We are very different people. Tap to click is the bane of my existence. I can’t work on a system that has that enabled.



It’s funny how I cannot live without this feature


I enable tap to click on those "diving board" style touchpads if I'm going to be using the system for long stretches without a mouse - the amount of force needed and top-to-bottom variability of the diving board drives me nuts. I'd definitely rather have a modern haptic trackpad though.


I never found the diving boards bad, but I think that is due to starting to use trackpads back when they had physical buttons under them, and I never changed my technique. I use my index finger to move around, and my thumb hangs out near the bottom of the pad for when I need to click.

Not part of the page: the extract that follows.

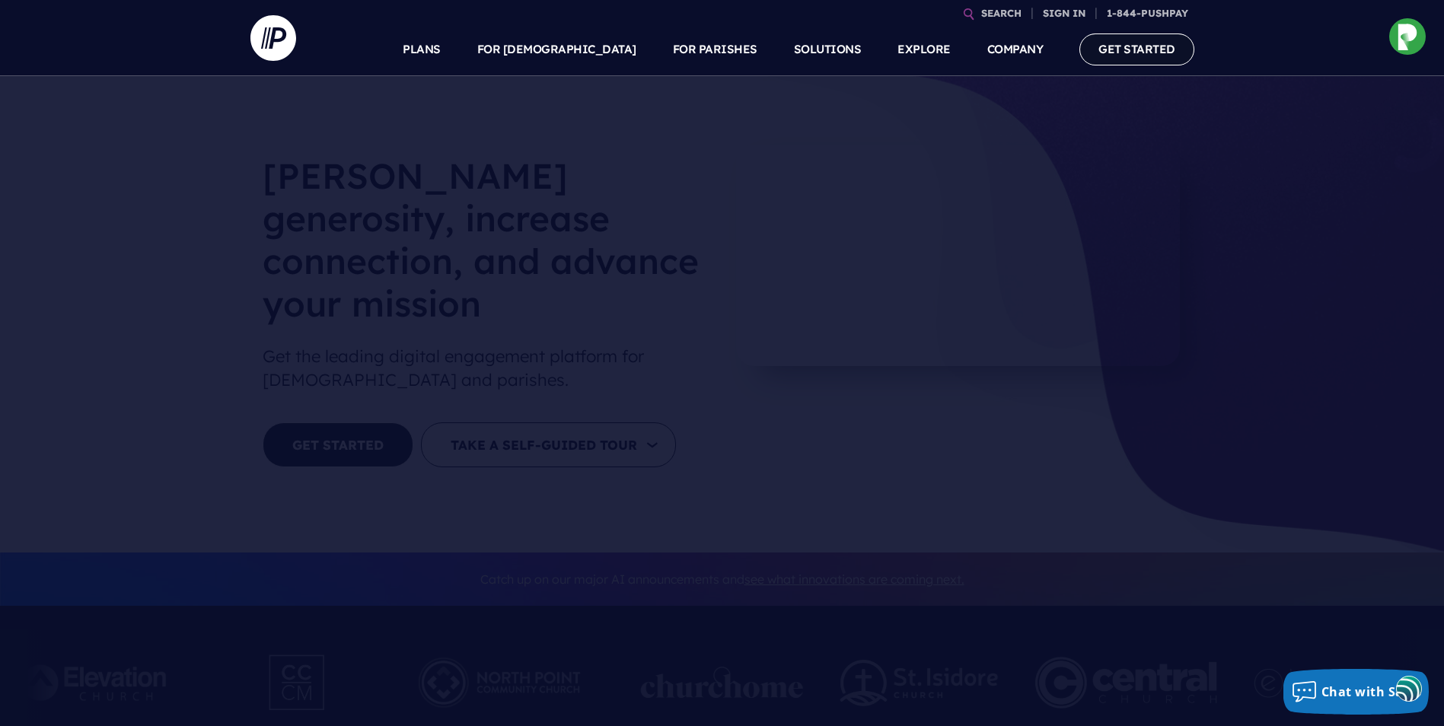 This screenshot has height=726, width=1444. What do you see at coordinates (422, 49) in the screenshot?
I see `a: PLANS` at bounding box center [422, 49].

I’m not sure how else I’d do things like a click and drag operation. The whole double tap and drag thing always seemed pretty error prone for me.


Three fingers to drag. I’ve been using a Windows laptop for a couple weeks and the necessity of double-click for drag lock is obnoxious.


I think people who want more control disable it. It's annoying when it accidentally clicks on things.


I just tried to enable it for 10 minutes and I will never enable it again. This is also a reason why I can not work on non mac laptop trackpads - they are unreliable, accident taps happens all the time.


I use tap-to-click, two-finger tap to right-click, three-finger drag for dragon drop operations. Never noticed an accidental click.

I do, however, see canceled clicks often (I clicked, the item I touched changes color, but nothing happens.) Since I’m here, same thing happens on iPad and iPhone - touch, color change, no action.


I stopped reading at this point, realising how different this person is from me and how much less likely I am to vibe with any of the other tips.